Faculty Link forums are larger group events on topics related to faculty experiences (e.g., getting grants, work-life balance, new research directions, etc.), designed for meaningful discussion and career support. 

Identity gatherings offer faculty with shared identities opportunities to build community in casual get-togethers (e.g., LGBTQ+ faculty, Black faculty, LSOE/LPSOE faculty, etc.). 

Berkeley Faculty Link Core Advisors

This video was made by Faculty Link Core Advisors in 2022. Play the video to learn more about this program for senate faculty!
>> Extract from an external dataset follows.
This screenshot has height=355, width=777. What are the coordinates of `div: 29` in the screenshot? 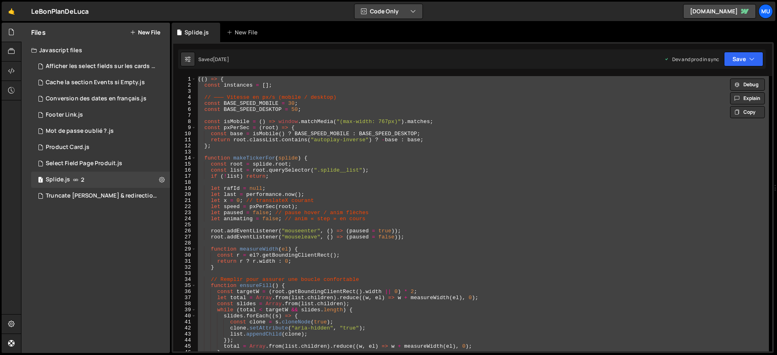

It was a lifeline in a semester when I was really rethinking everything about my career. Very helpful to have frank conversations with faculty outside my department.
Program participant
I valued hearing from a wide variety of perspectives, and realizing that we all face different versions of the same challenges.
Program participant

Faculty Leads: Special Advisors to the Provost on Climate and Mentoring

Serena Chen

Professor, Psychology

I have served as a primary mentor for graduate students for nearly 25 years. These graduate students have come from very diverse backgrounds, with equally diverse current circumstances, and a broad range of strengths, interests, and career goals. Over the years, I have also mentored and regularly offered advice to junior (and sometimes) senior colleagues. My approach to mentoring/advising is direct and pragmatic, but also compassionate.

Noah Whiteman

Professor, Integrative Biology and Molecular & Cell Biology

Because of my personal history, I am interested in encouraging those from all backgrounds to join and enrich the scientific enterprise with their perspectives--this includes, of course, those with liberal and conservative political perspectives, those who hold religious views and those who do not, those from big cities or those from rural areas. I am a first-generation college student. I was the first openly gay faculty member in my department at the University of Arizona and I am also the first in my new department at the University of California, Berkeley. I have found academia to be an oasis: at each university where I have worked I came to believe that I belonged there. I look forward to the day when none of us is judged by non-merit based criteria, where none of us has to talk about rising above societal perceptions of income, ethnicity, religion, physical traits, accents, sexual orientation or gender, political opinions and where human diversity is embraced in all of its forms, at all levels in our society and in every place. Until that day comes, we need to talk about it.